100% completed
Nestled in the foothills along Lena Gulch in Golden, Colorado, USA, Magic Mountain is proclaimed to be one of the most important archaeological sites on the Front Range of Colorado. The earliest artifacts found thus far date back to 5000 BC, when the site would have served as camping grounds for mobile hunter gather groups passing though the region. It is quite possible that even earlier artifacts dating to the Paleoindian period are buried at the site. Later remains, such as ceramics and stone structures, indicate that through time it became a semi-permanent residence that was inhabited until roughly AD 1000.

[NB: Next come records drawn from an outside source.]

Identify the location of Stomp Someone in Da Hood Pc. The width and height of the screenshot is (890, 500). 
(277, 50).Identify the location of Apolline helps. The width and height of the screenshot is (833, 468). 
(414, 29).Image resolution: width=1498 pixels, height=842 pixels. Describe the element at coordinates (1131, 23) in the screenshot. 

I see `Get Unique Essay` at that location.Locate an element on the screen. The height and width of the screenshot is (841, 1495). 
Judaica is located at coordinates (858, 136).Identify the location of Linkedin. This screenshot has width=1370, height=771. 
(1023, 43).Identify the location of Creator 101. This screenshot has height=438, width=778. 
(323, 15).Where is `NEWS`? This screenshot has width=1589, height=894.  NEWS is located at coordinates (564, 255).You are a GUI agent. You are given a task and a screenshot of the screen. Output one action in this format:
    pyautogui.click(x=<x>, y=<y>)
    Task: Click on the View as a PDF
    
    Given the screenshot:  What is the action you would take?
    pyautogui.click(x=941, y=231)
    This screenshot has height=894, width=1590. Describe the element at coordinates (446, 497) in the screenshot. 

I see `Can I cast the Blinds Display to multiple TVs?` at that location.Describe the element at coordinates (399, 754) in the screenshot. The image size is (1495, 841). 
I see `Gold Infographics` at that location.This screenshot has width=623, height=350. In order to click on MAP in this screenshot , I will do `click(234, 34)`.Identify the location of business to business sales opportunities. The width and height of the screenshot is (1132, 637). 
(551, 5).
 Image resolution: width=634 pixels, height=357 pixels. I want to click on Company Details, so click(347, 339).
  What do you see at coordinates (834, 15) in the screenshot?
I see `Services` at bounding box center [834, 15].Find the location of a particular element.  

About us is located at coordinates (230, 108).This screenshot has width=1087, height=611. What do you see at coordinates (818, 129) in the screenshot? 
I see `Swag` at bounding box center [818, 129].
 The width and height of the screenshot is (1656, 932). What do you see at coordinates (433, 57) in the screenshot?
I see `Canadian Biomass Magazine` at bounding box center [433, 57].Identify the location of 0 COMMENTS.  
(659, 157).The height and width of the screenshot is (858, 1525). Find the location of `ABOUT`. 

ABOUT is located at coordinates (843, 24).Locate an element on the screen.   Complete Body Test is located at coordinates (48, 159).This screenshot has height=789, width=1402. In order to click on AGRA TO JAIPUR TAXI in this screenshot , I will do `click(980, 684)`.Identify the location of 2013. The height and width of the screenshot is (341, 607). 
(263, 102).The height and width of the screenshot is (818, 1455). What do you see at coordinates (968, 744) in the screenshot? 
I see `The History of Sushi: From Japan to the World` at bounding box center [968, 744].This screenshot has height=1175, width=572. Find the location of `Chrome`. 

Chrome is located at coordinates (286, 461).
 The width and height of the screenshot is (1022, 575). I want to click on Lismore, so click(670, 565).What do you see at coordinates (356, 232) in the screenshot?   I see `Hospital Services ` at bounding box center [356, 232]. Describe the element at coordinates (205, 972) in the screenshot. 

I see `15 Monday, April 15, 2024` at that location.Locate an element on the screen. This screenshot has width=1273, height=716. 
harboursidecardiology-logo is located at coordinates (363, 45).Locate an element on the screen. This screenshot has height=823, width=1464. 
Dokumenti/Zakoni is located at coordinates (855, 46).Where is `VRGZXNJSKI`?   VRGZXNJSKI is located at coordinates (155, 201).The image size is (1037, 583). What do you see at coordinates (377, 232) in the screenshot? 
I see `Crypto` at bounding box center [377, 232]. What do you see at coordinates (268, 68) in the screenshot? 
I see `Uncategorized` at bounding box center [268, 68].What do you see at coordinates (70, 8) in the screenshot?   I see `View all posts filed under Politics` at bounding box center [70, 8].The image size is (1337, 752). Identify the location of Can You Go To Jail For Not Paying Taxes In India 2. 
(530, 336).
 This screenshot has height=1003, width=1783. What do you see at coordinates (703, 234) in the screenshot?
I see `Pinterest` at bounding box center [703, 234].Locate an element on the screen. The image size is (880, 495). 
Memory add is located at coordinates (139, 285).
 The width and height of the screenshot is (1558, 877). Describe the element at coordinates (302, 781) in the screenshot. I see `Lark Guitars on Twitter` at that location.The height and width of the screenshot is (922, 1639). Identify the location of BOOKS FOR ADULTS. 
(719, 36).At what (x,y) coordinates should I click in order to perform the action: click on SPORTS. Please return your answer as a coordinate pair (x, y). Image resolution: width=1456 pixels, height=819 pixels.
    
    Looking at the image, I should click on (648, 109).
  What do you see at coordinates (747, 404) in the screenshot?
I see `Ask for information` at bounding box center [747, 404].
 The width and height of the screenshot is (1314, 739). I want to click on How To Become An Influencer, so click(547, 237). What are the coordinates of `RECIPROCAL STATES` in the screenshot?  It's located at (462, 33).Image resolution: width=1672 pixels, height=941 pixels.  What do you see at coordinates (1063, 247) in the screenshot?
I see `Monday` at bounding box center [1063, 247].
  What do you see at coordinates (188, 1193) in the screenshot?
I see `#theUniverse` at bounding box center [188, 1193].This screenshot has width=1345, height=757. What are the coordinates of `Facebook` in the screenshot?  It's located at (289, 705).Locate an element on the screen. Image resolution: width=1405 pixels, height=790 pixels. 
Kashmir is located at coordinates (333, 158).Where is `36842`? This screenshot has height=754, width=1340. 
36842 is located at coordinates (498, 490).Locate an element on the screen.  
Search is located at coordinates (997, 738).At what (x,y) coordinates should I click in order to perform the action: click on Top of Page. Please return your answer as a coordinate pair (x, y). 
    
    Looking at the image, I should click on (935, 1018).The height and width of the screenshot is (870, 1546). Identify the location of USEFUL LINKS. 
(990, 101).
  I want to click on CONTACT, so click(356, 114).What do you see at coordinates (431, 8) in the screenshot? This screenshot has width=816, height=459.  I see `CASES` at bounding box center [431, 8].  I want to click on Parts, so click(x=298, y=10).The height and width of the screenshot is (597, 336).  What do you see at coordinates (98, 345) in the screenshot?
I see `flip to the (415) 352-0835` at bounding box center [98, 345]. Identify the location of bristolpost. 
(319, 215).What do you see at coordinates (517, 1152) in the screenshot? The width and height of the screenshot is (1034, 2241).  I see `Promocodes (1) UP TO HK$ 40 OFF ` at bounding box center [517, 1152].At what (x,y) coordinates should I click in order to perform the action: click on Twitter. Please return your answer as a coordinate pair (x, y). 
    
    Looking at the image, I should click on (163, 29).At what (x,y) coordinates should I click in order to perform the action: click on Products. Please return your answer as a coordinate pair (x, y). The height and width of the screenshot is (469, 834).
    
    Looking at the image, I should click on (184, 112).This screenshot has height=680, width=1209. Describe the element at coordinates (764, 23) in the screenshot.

Magic Mountain was excavated twice in the past; first in the late 1950s by Denver native Cynthia Irwin-Williams, then a Ph.D., student at Harvard University, and second by the Cultural Resource Management firm Centennial Archaeology in the 1990s. The Denver Museum of Nature and Science (DMNS) houses the collections from the latter excavation.
The DMNS Anthropology Department is currently processing, digitizing, and photographing this collection to get it online and accessible to researchers and the interested public. As part of this effort, we are seeking help from the general public in associating catalog numbers with the Field Specimen (FS) and Specimen (S) numbers. The master key that contains these two numbers is scanned here.
In order for us to associate the excavation level forms that contain the FS and S numbers, with the catalogue numbers assigned to each artifact after the field, the transcription of these forms is imperative.